Guest blogger Simon Waxman is Managing Editor of Boston Review and has written for WBUR, Alternet, McSweeney's, Jacobin, and others.
Guest blogger Elizabeth Manus is a writer living in New York City. She has been a book review editor at the Boston Phoenix, and a columnist for The New York Observer and Metro.
Guest blogger Sarah Laskow is a freelance writer and editor in New York City. She edits Smithsonian's SmartNews blog and has contributed to Salon, Good, The American Prospect, Bloomberg News, and other publications.
Guest blogger Joshua Glenn is a Boston-based writer, publisher, and freelance semiotician. He was the original Brainiac blogger, and is currently editor of the blog HiLobrow, publisher of a series of Radium Age science fiction novels, and co-author/co-editor of several books, including the story collection "Significant Objects" and the kids' field guide to life "Unbored."
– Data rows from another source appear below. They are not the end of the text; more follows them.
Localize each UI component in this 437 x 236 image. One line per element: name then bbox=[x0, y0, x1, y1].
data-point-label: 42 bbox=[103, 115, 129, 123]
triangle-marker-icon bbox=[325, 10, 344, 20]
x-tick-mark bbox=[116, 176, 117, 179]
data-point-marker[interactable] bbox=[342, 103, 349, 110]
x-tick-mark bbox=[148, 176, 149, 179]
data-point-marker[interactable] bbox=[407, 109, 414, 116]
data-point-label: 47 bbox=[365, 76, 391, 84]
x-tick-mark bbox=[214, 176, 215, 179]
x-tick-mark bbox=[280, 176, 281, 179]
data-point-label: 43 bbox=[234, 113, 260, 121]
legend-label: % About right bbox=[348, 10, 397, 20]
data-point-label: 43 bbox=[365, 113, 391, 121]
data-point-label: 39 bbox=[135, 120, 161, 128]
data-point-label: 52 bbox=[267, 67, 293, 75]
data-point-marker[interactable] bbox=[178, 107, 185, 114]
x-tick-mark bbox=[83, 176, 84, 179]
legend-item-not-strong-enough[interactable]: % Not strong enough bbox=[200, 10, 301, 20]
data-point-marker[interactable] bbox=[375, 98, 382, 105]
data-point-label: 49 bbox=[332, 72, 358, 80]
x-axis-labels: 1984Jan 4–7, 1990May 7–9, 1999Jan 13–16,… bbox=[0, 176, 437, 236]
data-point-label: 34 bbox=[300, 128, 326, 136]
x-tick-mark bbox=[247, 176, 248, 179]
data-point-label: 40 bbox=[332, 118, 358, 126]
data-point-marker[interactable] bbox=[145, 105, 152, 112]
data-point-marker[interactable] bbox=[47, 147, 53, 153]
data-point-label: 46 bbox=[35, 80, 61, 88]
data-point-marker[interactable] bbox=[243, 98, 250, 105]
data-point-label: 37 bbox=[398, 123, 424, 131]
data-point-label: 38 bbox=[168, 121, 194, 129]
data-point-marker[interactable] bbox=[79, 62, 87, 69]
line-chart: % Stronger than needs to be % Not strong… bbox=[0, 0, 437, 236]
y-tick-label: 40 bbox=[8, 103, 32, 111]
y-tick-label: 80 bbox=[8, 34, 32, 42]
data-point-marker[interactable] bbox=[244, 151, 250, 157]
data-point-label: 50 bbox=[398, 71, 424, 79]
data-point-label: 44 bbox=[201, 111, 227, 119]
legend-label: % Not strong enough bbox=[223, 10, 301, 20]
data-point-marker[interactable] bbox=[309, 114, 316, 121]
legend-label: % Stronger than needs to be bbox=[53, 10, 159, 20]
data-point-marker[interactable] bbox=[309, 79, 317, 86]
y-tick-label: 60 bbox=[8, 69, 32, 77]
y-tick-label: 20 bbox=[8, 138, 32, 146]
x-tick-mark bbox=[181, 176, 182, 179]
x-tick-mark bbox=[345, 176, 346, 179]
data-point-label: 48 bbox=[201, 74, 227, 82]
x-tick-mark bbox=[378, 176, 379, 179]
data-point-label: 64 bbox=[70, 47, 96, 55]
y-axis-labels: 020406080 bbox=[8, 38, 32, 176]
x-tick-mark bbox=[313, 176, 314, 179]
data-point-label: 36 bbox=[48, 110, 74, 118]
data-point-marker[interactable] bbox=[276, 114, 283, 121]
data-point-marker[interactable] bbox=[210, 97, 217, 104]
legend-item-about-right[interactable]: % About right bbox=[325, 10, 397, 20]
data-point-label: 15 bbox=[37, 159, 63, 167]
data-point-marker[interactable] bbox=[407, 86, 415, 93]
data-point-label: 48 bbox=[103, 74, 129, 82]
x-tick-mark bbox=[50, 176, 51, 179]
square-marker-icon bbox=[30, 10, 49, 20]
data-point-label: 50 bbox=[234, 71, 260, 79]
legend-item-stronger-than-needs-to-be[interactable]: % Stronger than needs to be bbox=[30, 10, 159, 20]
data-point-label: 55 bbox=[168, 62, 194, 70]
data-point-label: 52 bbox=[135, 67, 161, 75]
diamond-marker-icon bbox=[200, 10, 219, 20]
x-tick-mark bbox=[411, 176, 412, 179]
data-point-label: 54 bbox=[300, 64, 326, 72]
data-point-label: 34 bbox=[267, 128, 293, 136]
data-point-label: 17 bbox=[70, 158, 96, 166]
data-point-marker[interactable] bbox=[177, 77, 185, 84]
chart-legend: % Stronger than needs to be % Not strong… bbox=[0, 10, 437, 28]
Guest blogger Ruth Graham is a freelance journalist in New Hampshire, and a frequent Ideas contributor. She is a former features editor for the New York Sun, and has written for publications including Slate and the Wall Street Journal.
Joshua Rothman is a graduate student and Teaching Fellow in the Harvard English department, and an Instructor in Public Policy at the Harvard Kennedy School of Government. He teaches novels and political writing.